ABSTRACT

It is not easy for an outside observer to pel1etrate the tangled thicket of cliches that is Swiss l1istory and politics. He therefore turns gratefully to apparently unusual aspects which offer the hope of clearing paths through the maze. 'But what is all too rarely borne in mind' - as a commentator wrote in a German newspaper in 1993 - 'is that Switzerland is the only European country in which the 1848 revolution succeeded and ... a successful example of a functioning, non-ethnic citizen's state'. I Is that just another 'Swiss' cliche? Whether or not, it is at least a possible and by no means new interpretation of Swiss history. If, on a second glance, one changes location and perspective and investigates the way the Swiss see themselves, one immediately encounters further obstacles. In the intensive self-preoccupation with what is 'Swiss' in history, culture and politics that characterises the 'spiritual national defence' in the inter-war period, federalism - the national 'unity in diversity' of the nationalities and linguistic regionsforms a basic assumption which, again, is almost a cliche in itself. Yet powerful forces in the interpretation of this self-image have at the same time turned massively against seeing this feature of 'Switzerland' as being grounded in the successful liberal and democratic revolutions of the nineteenth century and in the federal state after 1848.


-- DESCRIPTION OF THE TASK --
Please state the number of lines in the records below that contain the string "arrow", and nothing further.

-- PROVIDED ENTRIES --

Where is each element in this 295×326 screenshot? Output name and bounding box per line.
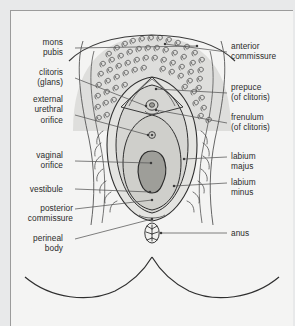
label-posterior-commissure: posterior commissure [11, 203, 73, 224]
label-labium-minus: labium minus [231, 177, 293, 198]
label-anterior-commissure: anterior commissure [231, 41, 293, 62]
external-urethral-orifice-dot [151, 134, 154, 137]
label-vaginal-orifice: vaginal orifice [11, 150, 63, 171]
thigh-fill [29, 263, 275, 326]
label-frenulum-of-clitoris: frenulum (of clitoris) [231, 112, 293, 133]
label-anus: anus [231, 228, 293, 238]
label-clitoris-glans: clitoris (glans) [11, 67, 63, 88]
label-labium-majus: labium majus [231, 151, 293, 172]
label-external-urethral-orifice: external urethral orifice [11, 94, 63, 125]
clitoris-glans-inner [149, 103, 154, 108]
label-mons-pubis: mons pubis [11, 37, 63, 58]
figure-panel: mons pubis clitoris (glans) external ure… [10, 10, 293, 326]
vaginal-orifice-shape [138, 151, 166, 193]
label-vestibule: vestibule [11, 184, 63, 194]
label-prepuce-of-clitoris: prepuce (of clitoris) [231, 82, 293, 103]
label-perineal-body: perineal body [11, 233, 63, 254]
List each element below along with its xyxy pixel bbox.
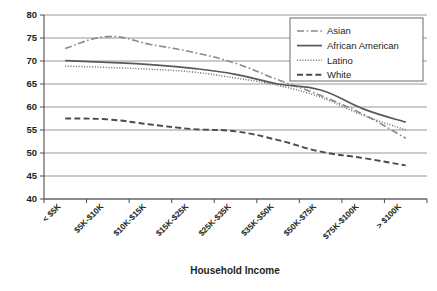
x-axis xyxy=(44,199,427,203)
legend-label-latino: Latino xyxy=(327,55,353,66)
x-tick-labels: < $5K$5K-$10K$10K-$15K$15K-$25K$25K-$35K… xyxy=(41,202,403,241)
legend-label-african-american: African American xyxy=(327,40,399,51)
x-tick-label: $50K-$75K xyxy=(282,202,318,238)
y-tick-marks xyxy=(40,15,44,199)
y-tick-label: 75 xyxy=(26,32,37,43)
x-tick-label: $75K-$100K xyxy=(321,202,360,241)
x-tick-marks xyxy=(44,199,427,203)
y-tick-labels: 807570656055504540 xyxy=(26,9,37,204)
chart-container: 807570656055504540 < $5K$5K-$10K$10K-$15… xyxy=(0,0,437,291)
y-tick-label: 60 xyxy=(26,101,37,112)
line-chart: 807570656055504540 < $5K$5K-$10K$10K-$15… xyxy=(0,0,437,291)
legend-label-white: White xyxy=(327,69,351,80)
x-tick-label: > $100K xyxy=(375,202,403,230)
y-tick-label: 50 xyxy=(26,147,37,158)
y-tick-label: 80 xyxy=(26,9,37,20)
y-tick-label: 70 xyxy=(26,55,37,66)
x-tick-label: $15K-$25K xyxy=(154,202,190,238)
legend: AsianAfrican AmericanLatinoWhite xyxy=(290,18,423,81)
y-tick-label: 40 xyxy=(26,193,37,204)
y-tick-label: 65 xyxy=(26,78,37,89)
y-tick-label: 55 xyxy=(26,124,37,135)
x-tick-label: $25K-$35K xyxy=(197,202,233,238)
x-tick-label: $10K-$15K xyxy=(112,202,148,238)
legend-label-asian: Asian xyxy=(327,25,351,36)
x-tick-label: $35K-$50K xyxy=(240,202,276,238)
y-axis xyxy=(40,15,44,199)
x-tick-label: $5K-$10K xyxy=(72,202,105,235)
series-line-white xyxy=(65,119,405,166)
x-axis-title: Household Income xyxy=(190,265,280,276)
x-tick-label: < $5K xyxy=(41,202,63,224)
y-tick-label: 45 xyxy=(26,170,37,181)
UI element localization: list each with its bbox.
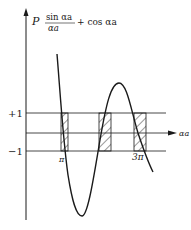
x-axis-label: αa xyxy=(179,129,189,138)
y-axis-label-prefix: P xyxy=(31,15,40,28)
y-axis-label-denominator: αa xyxy=(48,23,59,33)
allowed-band-3 xyxy=(134,113,146,151)
tick-pi-label: π xyxy=(58,155,65,164)
y-axis-label-suffix: + cos αa xyxy=(77,17,117,27)
y-axis-label-numerator: sin αa xyxy=(46,12,72,22)
level-minus-one-label: −1 xyxy=(8,146,23,157)
band-diagram: P sin αa αa + cos αa +1 −1 αa π 3π xyxy=(0,0,191,230)
y-axis-arrow-icon xyxy=(24,8,29,16)
x-axis-arrow-icon xyxy=(168,131,177,136)
level-plus-one-label: +1 xyxy=(8,108,23,119)
tick-3pi-label: 3π xyxy=(132,152,145,162)
y-axis xyxy=(24,8,29,220)
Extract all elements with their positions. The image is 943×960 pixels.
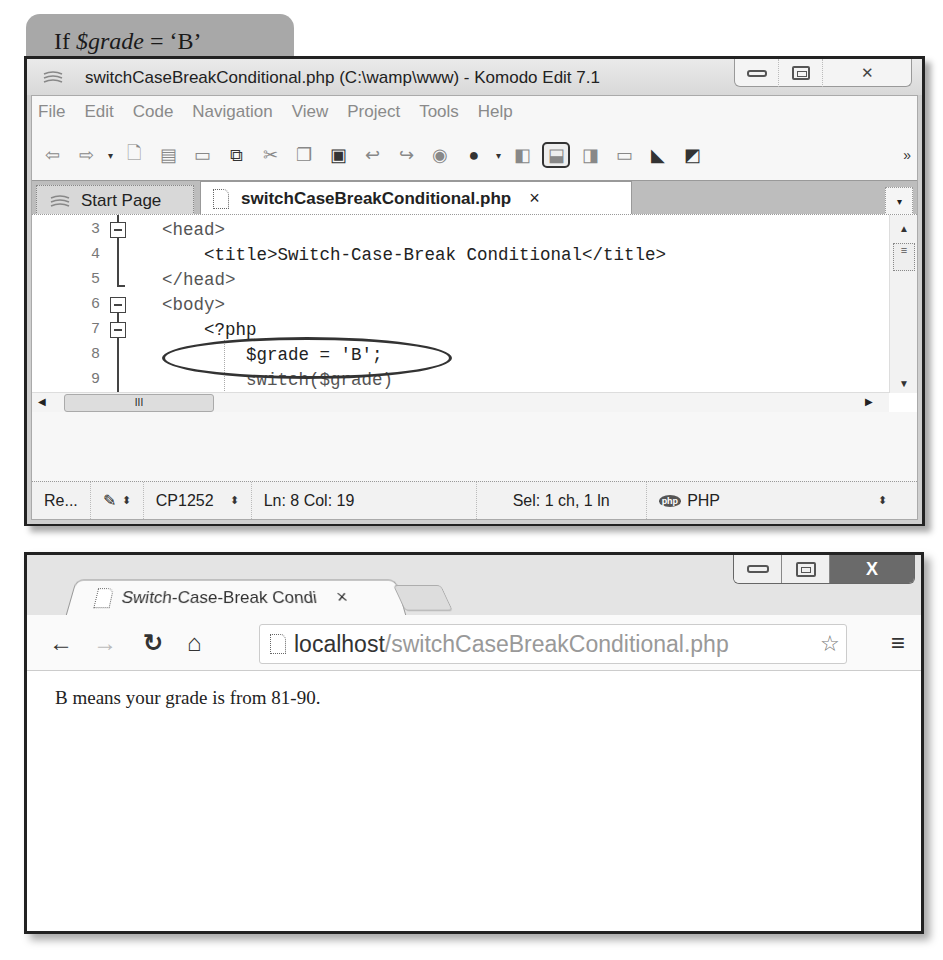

-- RESULT OF THIS TASK --
2